Submitted by Coopossum t3_125vy19 in Futurology

As a translator by trade who since moved on to greener pastures, I feel like I've seen the developments regarding generative AI before. Something very similiar happened a few years back, when neural networks lead to a big jump in the quality of machine translation output. Jobs in the translation industry have not been the same since, although the downward trend actually started a bit earlier than that.

I think it all began with the introduction of CAT (computer-aided translation) tools in the early 90s. These dissect texts into small chunks, often on the sentence level, and save them together with their translations in a database. If a similar segment shows up in a later text, the software fetches the previous translation and suggests using all or part of it, potentially saving the translator time and increasing their productivity.

Translators could now translate more text in less time, and for freelancers, this could also translate (ha) into higher income. But big translation agencies had something different in mind: They would use the productivity boost to lower their prices and undercut the competition in the hopes of attracting more customers.

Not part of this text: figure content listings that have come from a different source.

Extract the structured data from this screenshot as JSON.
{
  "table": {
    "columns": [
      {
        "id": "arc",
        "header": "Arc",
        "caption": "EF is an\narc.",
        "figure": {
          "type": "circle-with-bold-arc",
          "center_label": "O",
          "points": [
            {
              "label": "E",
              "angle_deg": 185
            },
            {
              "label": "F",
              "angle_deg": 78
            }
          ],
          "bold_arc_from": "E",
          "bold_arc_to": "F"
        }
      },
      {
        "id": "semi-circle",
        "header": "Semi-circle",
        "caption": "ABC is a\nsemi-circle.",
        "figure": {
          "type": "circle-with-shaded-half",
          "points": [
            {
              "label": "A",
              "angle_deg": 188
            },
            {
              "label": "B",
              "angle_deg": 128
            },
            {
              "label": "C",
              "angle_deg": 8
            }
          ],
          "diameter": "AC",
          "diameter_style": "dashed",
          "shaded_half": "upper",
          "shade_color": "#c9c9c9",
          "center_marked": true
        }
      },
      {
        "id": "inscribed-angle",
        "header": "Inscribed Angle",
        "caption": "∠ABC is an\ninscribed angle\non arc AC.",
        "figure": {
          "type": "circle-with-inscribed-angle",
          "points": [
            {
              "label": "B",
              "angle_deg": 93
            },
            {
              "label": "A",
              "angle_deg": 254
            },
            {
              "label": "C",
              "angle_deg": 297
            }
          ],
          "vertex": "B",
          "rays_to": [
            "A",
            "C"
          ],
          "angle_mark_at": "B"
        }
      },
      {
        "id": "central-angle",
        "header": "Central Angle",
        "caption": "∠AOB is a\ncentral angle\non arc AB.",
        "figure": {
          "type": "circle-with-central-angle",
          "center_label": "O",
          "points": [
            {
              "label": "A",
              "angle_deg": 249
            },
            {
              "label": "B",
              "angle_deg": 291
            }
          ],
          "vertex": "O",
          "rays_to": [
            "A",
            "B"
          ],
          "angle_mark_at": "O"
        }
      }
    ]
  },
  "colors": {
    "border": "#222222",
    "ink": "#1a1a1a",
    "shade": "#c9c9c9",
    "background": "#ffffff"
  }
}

Obviously, competing companies would do the same, so the rates translators could realistically ask for entered a downward spiral. When neural networks and translation tools like DeepL arrived, there already wasn't much left to disrupt.

A translator's income is now laughably low even in my home country Germany, where the profession has traditionally been highly regarded. Your only chance at making a decent living in the industry is to be a very skilled freelancer who offers additional services that are not as easily automated or if you start your own translation agency and pay other translators pennies instead.

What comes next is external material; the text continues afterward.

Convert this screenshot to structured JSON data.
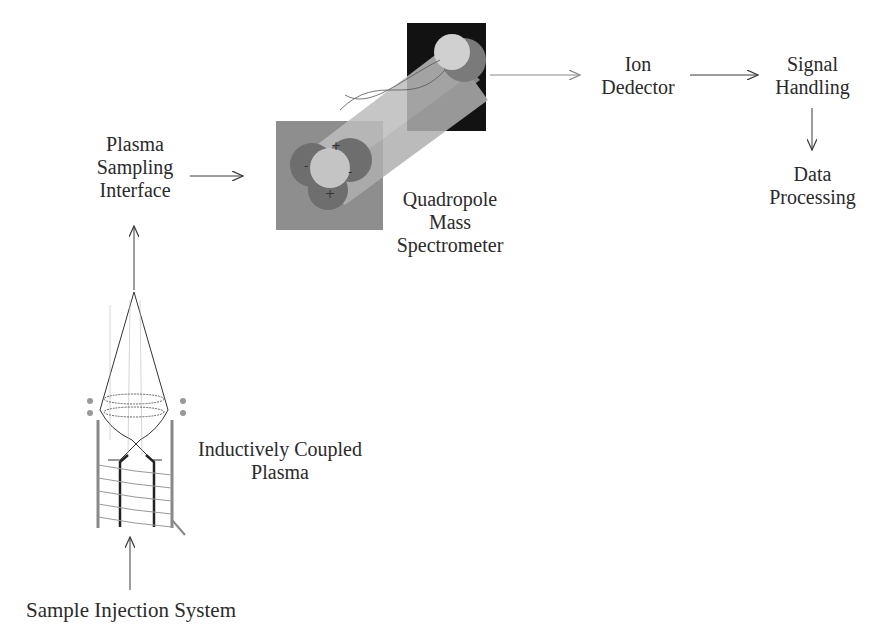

Most employed translators now work as low-paid project managers, coordinating the translation process between the clients and a pool of freelancers instead of translating anything themselves. Those who actually do translate texts often have to pre-translate them using DeepL or similar tools and then try to salvage the results.

The combined household income of two people working in the translation industry often won't even get them into the middle class. Instead of increasing prosperity, technological progress destroyed it.

I think something similar will happen to other industries due to the proliferation of AI-based tools, but maybe I'm comparing apples with oranges? I'm interested to hear what others think about this example. Maybe there's some hope after all.

As a sidenote, I do think that some of the damage to the translation industry could have been mitigated if the translators would have actually fought back instead of just accepting the terms dictated by the big agencies. Unions in Germany are still comparatively strong, and there's a huge trade union that would have helped translators fight for better working conditions if they had been willing to become members. But alas, I don't know a single one who did, apart from myself.